Following a brutal Week 11 divisional loss to the Carolina Panthers, the Atlanta Falcons are forced to confront the one truth this season has tried (and failed) to ignore: everything Atlanta wants to become hinges on whether Michael Penix Jr. can stay on the field.
And right now, that answer looks shakier than ever. Penix was playing well through three quarters, going 13-of-16 for 175 yards as the Falcons were in clear control of the game.
Then with 5:22 left in the third quarter, Penix got hit hard on a third-down pass that ultimately led to him being placed on injured reserve .
Micheal Penix Jr. walks off the field after his apparent injury.
— SM Highlights (@SMHighlights1) November 16, 2025
He is now in the medical tent 😳 pic.twitter.com/mzUEAVH7Sk
If the injury itself is the first part of Atlanta’s glaring problem, the next part came the moment Kirk Cousins jogged onto the field in his absence. This should have been the advantage.
A veteran backup, a steady hand, someone who could keep the offense afloat. But Cousins has been anything but steady in his limited action this year. He struggled after replacing Penix in Week 8, and he struggled again in this game against Carolina as the Falcons ended up losing 30-27 in overtime.
So not only is the franchise quarterback showing durability concerns that are impossible to ignore, but the plan behind him hasn’t been good enough to keep the season alive when things go wrong.
Michael Penix Jr.'s injury history threatens to derail the Falcons' future
With Penix, much as Atlanta believed this season marked the start of something new, this injury wasn’t new at all. It was a page torn from Penix’s past. This is now the second knee issue of his "rookie" season and the latest entry in a long injury history that has shadowed him since 2018.
The Falcons knew it when they drafted him. They studied it in detail during the pre-draft process, poring over every ACL tear, shoulder dislocation, and season cut short.
Penix had torn the same ACL twice by 2020, dealt with shoulder dislocations in 2020 and 2021, and never played more than seven games in a season at Indiana. But this partially torn ACL is the same knee he bruised earlier this season, and the opposite knee from the one he had surgically repaired.
Sure he rebuilt his durability at Washington with 28 straight starts, elite production, and two full seasons of evidence. But the question he had then os once again the question now: Can the 25-year-old physically hold up at the NFL level?
Sunday didn’t provide a comforting answer.
With Penix the question isn’t talent, its durability. And because of that, it has become the defining risk of the Falcons’ rebuild. Because right now, Atlanta’s entire future hinges on whether Penix can respond the way fans expect whenever he makes his return to the lineup.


> TASK DETAILS
Reproduce all of the entries character for character, while leaving out any pictures they contain.

[Items from a dataset]
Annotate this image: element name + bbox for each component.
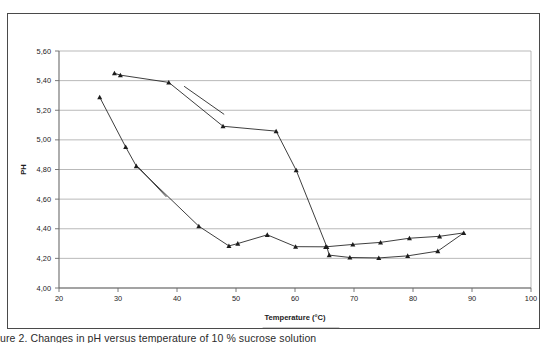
y-tick-label: 4,00 [37,284,51,293]
x-tick-label: 70 [350,294,358,303]
x-tick-label: 40 [173,294,181,303]
data-series-group [100,73,464,258]
y-tick-label: 4,20 [37,254,51,263]
y-tick-label: 5,20 [37,106,51,115]
x-tick-label: 20 [55,294,63,303]
data-point-marker [123,144,128,149]
data-point-marker [265,232,270,237]
x-tick-labels: 2030405060708090100 [55,294,537,303]
data-point-marker [461,230,466,235]
y-tick-labels: 4,004,204,404,604,805,005,205,405,60 [37,47,51,293]
y-tick-label: 5,40 [37,76,51,85]
chart-frame: 2030405060708090100 4,004,204,404,604,80… [7,13,540,329]
data-point-markers [97,71,466,260]
x-tick-label: 80 [409,294,417,303]
x-tick-label: 90 [468,294,476,303]
gridlines [59,51,531,288]
x-tick-label: 30 [114,294,122,303]
data-point-marker [294,168,299,173]
y-tick-label: 5,00 [37,135,51,144]
ph-temperature-line-chart: 2030405060708090100 4,004,204,404,604,80… [8,14,539,328]
y-axis-title: PH [19,164,28,175]
data-point-marker [112,71,117,76]
y-tick-label: 4,40 [37,224,51,233]
data-point-marker [134,164,139,169]
x-tick-label: 60 [291,294,299,303]
x-axis-ticks [59,288,531,292]
data-point-marker [435,249,440,254]
y-tick-label: 4,80 [37,165,51,174]
y-tick-label: 4,60 [37,195,51,204]
x-tick-label: 100 [525,294,537,303]
data-point-marker [97,95,102,100]
figure-caption: ure 2. Changes in pH versus temperature … [0,332,547,343]
y-tick-label: 5,60 [37,47,51,56]
series-line [100,73,464,258]
y-axis-ticks [55,51,59,288]
x-tick-label: 50 [232,294,240,303]
figure-container: 2030405060708090100 4,004,204,404,604,80… [0,0,547,343]
x-axis-title: Temperature (°C) [264,313,326,322]
series-line [138,167,166,197]
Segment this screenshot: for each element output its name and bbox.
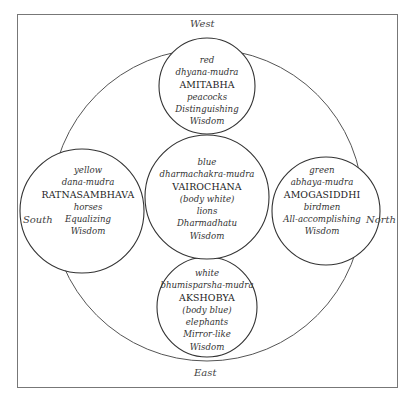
buddha-name: RATNASAMBHAVA (42, 189, 135, 201)
body-label: (body blue) (161, 304, 254, 316)
buddha-name: AMOGASIDDHI (283, 189, 360, 201)
direction-west: West (190, 18, 215, 29)
animal-label: elephants (161, 316, 254, 328)
wisdom-label: Mirror-like (161, 328, 254, 340)
color-label: white (161, 267, 254, 279)
mudra-label: dharmachakra-mudra (160, 168, 255, 180)
mudra-label: dhyana-mudra (175, 66, 238, 78)
wisdom-label-2: Wisdom (283, 225, 360, 237)
color-label: green (283, 164, 360, 176)
wisdom-label: Equalizing (42, 213, 135, 225)
color-label: yellow (42, 164, 135, 176)
animal-label: birdmen (283, 201, 360, 213)
wisdom-label: Dharmadhatu (160, 217, 255, 229)
wisdom-label-2: Wisdom (175, 115, 238, 127)
color-label: blue (160, 156, 255, 168)
buddha-amitabha: red dhyana-mudra AMITABHA peacocks Disti… (175, 54, 238, 128)
buddha-vairochana: blue dharmachakra-mudra VAIROCHANA (body… (160, 156, 255, 242)
buddha-ratnasambhava: yellow dana-mudra RATNASAMBHAVA horses E… (42, 164, 135, 238)
buddha-name: AMITABHA (175, 79, 238, 91)
buddha-amogasiddhi: green abhaya-mudra AMOGASIDDHI birdmen A… (283, 164, 360, 238)
wisdom-label-2: Wisdom (160, 230, 255, 242)
direction-east: East (194, 367, 216, 378)
wisdom-label-2: Wisdom (161, 341, 254, 353)
animal-label: horses (42, 201, 135, 213)
buddha-name: VAIROCHANA (160, 181, 255, 193)
mudra-label: dana-mudra (42, 176, 135, 188)
buddha-name: AKSHOBYA (161, 292, 254, 304)
mudra-label: bhumisparsha-mudra (161, 279, 254, 291)
animal-label: lions (160, 205, 255, 217)
wisdom-label: Distinguishing (175, 103, 238, 115)
buddha-akshobya: white bhumisparsha-mudra AKSHOBYA (body … (161, 267, 254, 353)
wisdom-label-2: Wisdom (42, 225, 135, 237)
mudra-label: abhaya-mudra (283, 176, 360, 188)
body-label: (body white) (160, 193, 255, 205)
direction-north: North (366, 214, 396, 225)
wisdom-label: All-accomplishing (283, 213, 360, 225)
animal-label: peacocks (175, 91, 238, 103)
color-label: red (175, 54, 238, 66)
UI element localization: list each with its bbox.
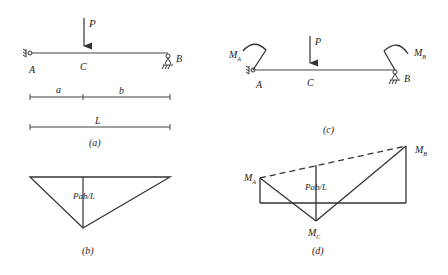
point-c-label: C [80, 61, 87, 72]
caption-c: (c) [323, 124, 335, 136]
panel-d [260, 146, 406, 221]
moment-right-label: MB [414, 144, 427, 157]
beam-diagrams: P A C B a b L (a) Pab/L (b) [0, 0, 448, 275]
moment-mid-label: MC [307, 227, 321, 240]
panel-a: P A C B a b L (a) [23, 17, 182, 149]
moment-value-label: Pab/L [72, 191, 95, 201]
point-a-label: A [255, 79, 263, 90]
moment-diagram [30, 177, 170, 228]
moment-value-label: Pab/L [304, 182, 327, 192]
caption-b: (b) [82, 245, 94, 257]
panel-b: Pab/L (b) [30, 177, 170, 257]
caption-d: (d) [312, 245, 324, 257]
moment-right-label: MB [413, 47, 426, 60]
moment-left-label: MA [243, 172, 256, 185]
load-label: P [88, 17, 96, 29]
caption-a: (a) [89, 137, 101, 149]
point-b-label: B [176, 53, 182, 64]
dim-a-label: a [56, 84, 61, 95]
point-b-label: B [404, 73, 410, 84]
load-label: P [314, 36, 321, 47]
dim-L-label: L [94, 115, 101, 126]
point-c-label: C [307, 77, 314, 88]
roller-support-icon [389, 70, 400, 84]
moment-arc-right-icon [384, 45, 408, 70]
dim-b-label: b [119, 85, 124, 96]
moment-left-label: MA [228, 49, 241, 62]
panel-c: P MA MB A C B (c) [228, 36, 426, 136]
pin-support-icon [23, 49, 32, 57]
point-a-label: A [28, 64, 36, 75]
dimension-ab [30, 94, 170, 100]
roller-support-icon [162, 54, 173, 69]
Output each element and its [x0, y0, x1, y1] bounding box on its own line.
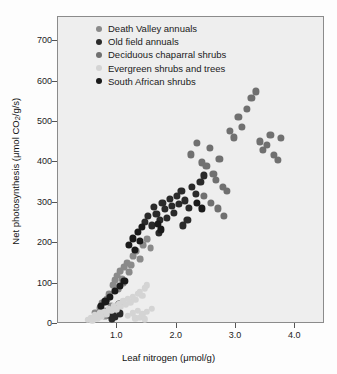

> TASK ANSWER
Annotate this image: element name + bbox for each component.
y-tick-label: 4,00 [37,284,51,293]
x-tick-label: 70 [350,294,358,303]
x-tick-label: 40 [173,294,181,303]
data-series-group [100,73,464,258]
y-tick-label: 4,20 [37,254,51,263]
y-tick-label: 5,20 [37,106,51,115]
x-tick-label: 20 [55,294,63,303]
data-point-marker [123,144,128,149]
data-point-marker [265,232,270,237]
x-tick-labels: 2030405060708090100 [55,294,537,303]
data-point-marker [461,230,466,235]
y-tick-labels: 4,004,204,404,604,805,005,205,405,60 [37,47,51,293]
y-tick-label: 5,40 [37,76,51,85]
chart-frame: 2030405060708090100 4,004,204,404,604,80… [7,13,540,329]
data-point-markers [97,71,466,260]
x-tick-label: 80 [409,294,417,303]
x-tick-label: 90 [468,294,476,303]
gridlines [59,51,531,288]
x-tick-label: 30 [114,294,122,303]
data-point-marker [294,168,299,173]
y-tick-label: 5,00 [37,135,51,144]
ph-temperature-line-chart: 2030405060708090100 4,004,204,404,604,80… [8,14,539,328]
y-axis-title: PH [19,164,28,175]
data-point-marker [112,71,117,76]
y-tick-label: 4,40 [37,224,51,233]
data-point-marker [134,164,139,169]
x-tick-label: 60 [291,294,299,303]
x-axis-ticks [59,288,531,292]
data-point-marker [435,249,440,254]
y-tick-label: 4,80 [37,165,51,174]
y-tick-label: 4,60 [37,195,51,204]
x-tick-label: 100 [525,294,537,303]
data-point-marker [97,95,102,100]
figure-caption: ure 2. Changes in pH versus temperature … [0,332,547,343]
y-tick-label: 5,60 [37,47,51,56]
series-line [100,73,464,258]
y-axis-ticks [55,51,59,288]
x-tick-label: 50 [232,294,240,303]
figure-container: 2030405060708090100 4,004,204,404,604,80… [0,0,547,343]
x-axis-title: Temperature (°C) [264,313,326,322]
series-line [138,167,166,197]
Segment this screenshot: for each element output its name and bbox.
buddha-name: RATNASAMBHAVA (42, 189, 135, 201)
body-label: (body blue) (161, 304, 254, 316)
buddha-name: AMOGASIDDHI (283, 189, 360, 201)
direction-west: West (190, 18, 215, 29)
animal-label: elephants (161, 316, 254, 328)
wisdom-label: Mirror-like (161, 328, 254, 340)
color-label: white (161, 267, 254, 279)
mudra-label: dharmachakra-mudra (160, 168, 255, 180)
mudra-label: dhyana-mudra (175, 66, 238, 78)
wisdom-label-2: Wisdom (283, 225, 360, 237)
color-label: green (283, 164, 360, 176)
wisdom-label: Equalizing (42, 213, 135, 225)
color-label: yellow (42, 164, 135, 176)
animal-label: birdmen (283, 201, 360, 213)
wisdom-label: Dharmadhatu (160, 217, 255, 229)
wisdom-label-2: Wisdom (175, 115, 238, 127)
color-label: blue (160, 156, 255, 168)
buddha-amitabha: red dhyana-mudra AMITABHA peacocks Disti… (175, 54, 238, 128)
buddha-vairochana: blue dharmachakra-mudra VAIROCHANA (body… (160, 156, 255, 242)
buddha-ratnasambhava: yellow dana-mudra RATNASAMBHAVA horses E… (42, 164, 135, 238)
buddha-name: AMITABHA (175, 79, 238, 91)
buddha-amogasiddhi: green abhaya-mudra AMOGASIDDHI birdmen A… (283, 164, 360, 238)
wisdom-label-2: Wisdom (160, 230, 255, 242)
direction-east: East (194, 367, 216, 378)
wisdom-label-2: Wisdom (161, 341, 254, 353)
animal-label: horses (42, 201, 135, 213)
buddha-name: VAIROCHANA (160, 181, 255, 193)
mudra-label: dana-mudra (42, 176, 135, 188)
buddha-name: AKSHOBYA (161, 292, 254, 304)
mudra-label: bhumisparsha-mudra (161, 279, 254, 291)
animal-label: lions (160, 205, 255, 217)
wisdom-label: Distinguishing (175, 103, 238, 115)
buddha-akshobya: white bhumisparsha-mudra AKSHOBYA (body … (161, 267, 254, 353)
wisdom-label-2: Wisdom (42, 225, 135, 237)
mudra-label: abhaya-mudra (283, 176, 360, 188)
body-label: (body white) (160, 193, 255, 205)
direction-north: North (366, 214, 396, 225)
wisdom-label: All-accomplishing (283, 213, 360, 225)
animal-label: peacocks (175, 91, 238, 103)
color-label: red (175, 54, 238, 66)
UI element localization: list each with its bbox.
point-c-label: C [80, 61, 87, 72]
caption-c: (c) [323, 124, 335, 136]
panel-d [260, 146, 406, 221]
moment-right-label: MB [414, 144, 427, 157]
beam-diagrams: P A C B a b L (a) Pab/L (b) [0, 0, 448, 275]
moment-mid-label: MC [307, 227, 321, 240]
panel-a: P A C B a b L (a) [23, 17, 182, 149]
moment-value-label: Pab/L [72, 191, 95, 201]
point-a-label: A [255, 79, 263, 90]
moment-diagram [30, 177, 170, 228]
moment-value-label: Pab/L [304, 182, 327, 192]
caption-b: (b) [82, 245, 94, 257]
panel-b: Pab/L (b) [30, 177, 170, 257]
caption-d: (d) [312, 245, 324, 257]
moment-right-label: MB [413, 47, 426, 60]
moment-left-label: MA [243, 172, 256, 185]
load-label: P [88, 17, 96, 29]
caption-a: (a) [89, 137, 101, 149]
point-b-label: B [176, 53, 182, 64]
dim-a-label: a [56, 84, 61, 95]
point-b-label: B [404, 73, 410, 84]
load-label: P [314, 36, 321, 47]
dim-L-label: L [94, 115, 101, 126]
point-c-label: C [307, 77, 314, 88]
roller-support-icon [389, 70, 400, 84]
moment-arc-right-icon [384, 45, 408, 70]
dim-b-label: b [119, 85, 124, 96]
moment-left-label: MA [228, 49, 241, 62]
panel-c: P MA MB A C B (c) [228, 36, 426, 136]
pin-support-icon [23, 49, 32, 57]
point-a-label: A [28, 64, 36, 75]
dimension-ab [30, 94, 170, 100]
roller-support-icon [162, 54, 173, 69]
Output each element and its [x0, y0, x1, y1] bounding box on its own line.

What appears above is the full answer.